Earlier this year, the healthcare industry was rocked by a significant cyberattack on Change Healthcare and is still grappling with the aftershocks. Let’s look at the impact: Change Healthcare, processing 15 billion healthcare transactions annually and touching 1 in every 3 patient records, faced what American Hospital Association CEO Richard J. Pollack dubbed as the most significant cyber-attack in US healthcare history.
This attack is just one among the many assaults on healthcare data that occur annually. As we navigate this evolving threat landscape, it’s clear that traditional approaches to data security are no longer sufficient. It’s time we ask: What more can be done to better protect our healthcare data?
When it comes to cybersecurity, businesses and organizations are overlooking critical blind spots that leave their sensitive data extremely vulnerable. The traditional approach to cybersecurity has often revolved around fortifying digital perimeters, focusing on locking away sensitive data to prevent breaches.
However, this approach poses limitations. If we can’t access the data, we’re ultimately hindering the discovery of valuable insights derived from data analysis. We’re in the age where data fuels innovation, especially in sectors like healthcare, where insights from protected health information (PHI) can drive life-saving breakthroughs. This is where the problem lies – there's a very real gap between cybersecurity protocols and practical data usage. This is where sensitive data becomes vulnerable, and where breaches become likely.
Protecting data shouldn’t stop at fortifying digital perimeters. While there’s an array of tools to monitor and restrict access to sensitive data, the binary condition of full access or no access often leads to workarounds and exceptions that compromise security.
Consider the prevalent use of Business Associate Agreements (BAAs) in healthcare. While these agreements establish contractual obligations (think HIPAA compliance) for data protection, they fall short of providing actual data security. Every time data is shared with a third party through a BAA, organizations relinquish control over that data, exposing themselves to significant risks.
The number of data breaches associated with partners with BAAs in place is on the rise. Especially in healthcare – which faces more third-party data breaches than any other industry – the ramifications can be far-reaching. Take the infamous MOVEit breach, which targeted not only the healthcare industry but government organizations, financial institutions and more in May 2023. To date, more than 2700 organizations and nearly 95 million individuals were impacted when data was stolen from the file-transfer platform – data that was, by regulatory standards, “compliantly being shared.”
So, while we need to bridge the gap between cybersecurity protocols and practical usage, being HIPAA compliant when using the data isn’t synonymous with security. We need solutions that protect data while retaining its utility. Privacy-enhancing technologies can bridge the gap between theory and real-world application, bringing policy controls to the data layer where usage restrictions can be articulated beyond full access or no access.
Enter the concept of “The Protected Data Age.” In this era, the focus shifts from merely locking down data to protecting it wherever it is shared. There are many opportunities to build more resilience into the way healthcare data is managed. It's about striking a delicate balance between harnessing the predictive potential of personal data and safeguarding individual privacy.
One avenue to explore is to minimize the footprint of data sets that truly require PHI to be present. For analytic workloads, for example, it is advantageous to work exclusively with de-identified data. Less copies of sensitive data means less attack vectors. When healthcare data never needs to be linked or matched, anonymizing data through full redaction of PHI is best.
However, many important use cases still require the ability to join multiple data flows together at the patient level. One promising approach to achieve this is through Partitioned Knowledge Orchestration (PKO), a technique within the realm of secure multi-party computation. PKO offers a pathway to secure data sharing by dissociating identity from information, minimizing the risk of exposure.
By adopting a proactive stance toward protecting sensitive data – de–identifying data at rest and utilizing PKO if we need to connect disparate data sources – we can find a balance between data utility and security. This proactive approach aligns with the overarching goal of fortifying cybersecurity defenses across the healthcare sector.
The Change Healthcare cyberattack serves as a wake-up call for the healthcare industry. It’s time to embrace a proactive approach to cybersecurity that prioritizes advanced de-identification solutions, protects data wherever it is shared, and closes the gap between security protocols and practical data usage. Together, let’s pave the way for a safer, more resilient healthcare ecosystem that fosters innovation while safeguarding patient privacy.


• [What is needed]
When you retype the data, keep every line exactly as it appears.

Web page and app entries
··········

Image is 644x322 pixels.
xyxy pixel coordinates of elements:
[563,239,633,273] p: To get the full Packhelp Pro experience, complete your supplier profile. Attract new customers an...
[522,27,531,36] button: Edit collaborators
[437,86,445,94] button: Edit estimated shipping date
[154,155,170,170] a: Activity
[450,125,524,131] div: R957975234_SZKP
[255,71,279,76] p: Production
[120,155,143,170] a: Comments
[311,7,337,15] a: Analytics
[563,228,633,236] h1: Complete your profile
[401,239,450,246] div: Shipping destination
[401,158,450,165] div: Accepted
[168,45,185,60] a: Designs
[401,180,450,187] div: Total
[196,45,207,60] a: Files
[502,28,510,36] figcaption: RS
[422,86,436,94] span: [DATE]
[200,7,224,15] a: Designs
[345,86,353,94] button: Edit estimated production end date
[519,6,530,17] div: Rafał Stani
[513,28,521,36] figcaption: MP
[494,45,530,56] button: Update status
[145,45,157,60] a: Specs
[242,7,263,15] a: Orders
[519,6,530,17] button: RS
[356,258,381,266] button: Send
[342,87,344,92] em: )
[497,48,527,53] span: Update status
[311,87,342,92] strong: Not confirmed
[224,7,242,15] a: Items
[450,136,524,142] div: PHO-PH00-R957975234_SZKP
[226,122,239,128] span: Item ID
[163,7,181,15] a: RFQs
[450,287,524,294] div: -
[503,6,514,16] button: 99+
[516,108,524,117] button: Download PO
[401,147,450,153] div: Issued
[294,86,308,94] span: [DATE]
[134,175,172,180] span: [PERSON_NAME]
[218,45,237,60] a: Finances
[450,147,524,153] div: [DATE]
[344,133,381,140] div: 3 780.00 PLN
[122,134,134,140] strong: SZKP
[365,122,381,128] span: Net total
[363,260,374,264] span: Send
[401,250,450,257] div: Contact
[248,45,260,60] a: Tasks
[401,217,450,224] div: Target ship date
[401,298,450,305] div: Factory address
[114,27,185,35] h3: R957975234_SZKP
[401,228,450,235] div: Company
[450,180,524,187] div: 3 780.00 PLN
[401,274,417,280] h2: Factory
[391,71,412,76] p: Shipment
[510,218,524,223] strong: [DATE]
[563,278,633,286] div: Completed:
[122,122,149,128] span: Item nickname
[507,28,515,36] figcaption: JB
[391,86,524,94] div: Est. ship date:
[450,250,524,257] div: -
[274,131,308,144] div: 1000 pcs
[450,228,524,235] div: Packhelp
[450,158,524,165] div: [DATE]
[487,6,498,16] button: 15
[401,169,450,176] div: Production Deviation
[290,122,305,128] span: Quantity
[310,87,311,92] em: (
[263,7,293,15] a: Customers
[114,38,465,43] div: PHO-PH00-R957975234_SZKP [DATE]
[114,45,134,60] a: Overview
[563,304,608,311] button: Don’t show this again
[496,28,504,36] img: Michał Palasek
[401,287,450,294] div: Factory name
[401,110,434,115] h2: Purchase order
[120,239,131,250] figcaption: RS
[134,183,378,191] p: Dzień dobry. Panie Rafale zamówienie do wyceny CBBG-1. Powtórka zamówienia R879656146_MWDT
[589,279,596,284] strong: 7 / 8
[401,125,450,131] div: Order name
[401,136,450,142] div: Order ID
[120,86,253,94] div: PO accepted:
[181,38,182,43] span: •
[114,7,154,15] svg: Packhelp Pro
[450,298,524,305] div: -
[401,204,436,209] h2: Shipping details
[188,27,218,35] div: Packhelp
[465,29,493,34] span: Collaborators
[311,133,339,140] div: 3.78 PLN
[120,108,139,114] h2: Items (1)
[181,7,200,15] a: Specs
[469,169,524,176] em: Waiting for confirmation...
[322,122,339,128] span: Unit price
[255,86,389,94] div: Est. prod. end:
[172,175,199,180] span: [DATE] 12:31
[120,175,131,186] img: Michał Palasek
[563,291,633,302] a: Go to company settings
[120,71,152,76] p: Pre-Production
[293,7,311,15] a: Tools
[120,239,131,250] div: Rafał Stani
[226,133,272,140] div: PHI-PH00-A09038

··········

• [Result of this task]
Image is 644x322 pixels.
xyxy pixel coordinates of elements:
[563,239,633,273] p: To get the full Packhelp Pro experience, complete your supplier profile. Attract new customers an...
[522,27,531,36] button: Edit collaborators
[437,86,445,94] button: Edit estimated shipping date
[154,155,170,170] a: Activity
[450,125,524,131] div: R957975234_SZKP
[255,71,279,76] p: Production
[120,155,143,170] a: Comments
[311,7,337,15] a: Analytics
[563,228,633,236] h1: Complete your profile
[401,239,450,246] div: Shipping destination
[401,158,450,165] div: Accepted
[168,45,185,60] a: Designs
[401,180,450,187] div: Total
[196,45,207,60] a: Files
[502,28,510,36] figcaption: RS
[422,86,436,94] span: [DATE]
[200,7,224,15] a: Designs
[345,86,353,94] button: Edit estimated production end date
[519,6,530,17] div: Rafał Stani
[513,28,521,36] figcaption: MP
[494,45,530,56] button: Update status
[145,45,157,60] a: Specs
[242,7,263,15] a: Orders
[519,6,530,17] button: RS
[356,258,381,266] button: Send
[342,87,344,92] em: )
[497,48,527,53] span: Update status
[311,87,342,92] strong: Not confirmed
[224,7,242,15] a: Items
[450,136,524,142] div: PHO-PH00-R957975234_SZKP
[226,122,239,128] span: Item ID
[163,7,181,15] a: RFQs
[450,287,524,294] div: -
[503,6,514,16] button: 99+
[516,108,524,117] button: Download PO
[401,147,450,153] div: Issued
[294,86,308,94] span: [DATE]
[134,175,172,180] span: [PERSON_NAME]
[218,45,237,60] a: Finances
[450,147,524,153] div: [DATE]
[344,133,381,140] div: 3 780.00 PLN
[122,134,134,140] strong: SZKP
[365,122,381,128] span: Net total
[363,260,374,264] span: Send
[401,250,450,257] div: Contact
[248,45,260,60] a: Tasks
[401,217,450,224] div: Target ship date
[401,298,450,305] div: Factory address
[114,27,185,35] h3: R957975234_SZKP
[401,228,450,235] div: Company
[450,180,524,187] div: 3 780.00 PLN
[401,274,417,280] h2: Factory
[391,71,412,76] p: Shipment
[510,218,524,223] strong: [DATE]
[563,278,633,286] div: Completed:
[122,122,149,128] span: Item nickname
[507,28,515,36] figcaption: JB
[391,86,524,94] div: Est. ship date:
[450,250,524,257] div: -
[274,131,308,144] div: 1000 pcs
[450,228,524,235] div: Packhelp
[450,158,524,165] div: [DATE]
[487,6,498,16] button: 15
[401,169,450,176] div: Production Deviation
[290,122,305,128] span: Quantity
[310,87,311,92] em: (
[263,7,293,15] a: Customers
[114,38,465,43] div: PHO-PH00-R957975234_SZKP [DATE]
[114,45,134,60] a: Overview
[563,304,608,311] button: Don’t show this again
[496,28,504,36] img: Michał Palasek
[401,287,450,294] div: Factory name
[401,110,434,115] h2: Purchase order
[120,239,131,250] figcaption: RS
[134,183,378,191] p: Dzień dobry. Panie Rafale zamówienie do wyceny CBBG-1. Powtórka zamówienia R879656146_MWDT
[589,279,596,284] strong: 7 / 8
[401,125,450,131] div: Order name
[401,136,450,142] div: Order ID
[120,86,253,94] div: PO accepted:
[181,38,182,43] span: •
[114,7,154,15] svg: Packhelp Pro
[450,298,524,305] div: -
[401,204,436,209] h2: Shipping details
[188,27,218,35] div: Packhelp
[465,29,493,34] span: Collaborators
[311,133,339,140] div: 3.78 PLN
[120,108,139,114] h2: Items (1)
[181,7,200,15] a: Specs
[469,169,524,176] em: Waiting for confirmation...
[322,122,339,128] span: Unit price
[255,86,389,94] div: Est. prod. end:
[172,175,199,180] span: [DATE] 12:31
[120,175,131,186] img: Michał Palasek
[563,291,633,302] a: Go to company settings
[120,71,152,76] p: Pre-Production
[293,7,311,15] a: Tools
[120,239,131,250] div: Rafał Stani
[226,133,272,140] div: PHI-PH00-A09038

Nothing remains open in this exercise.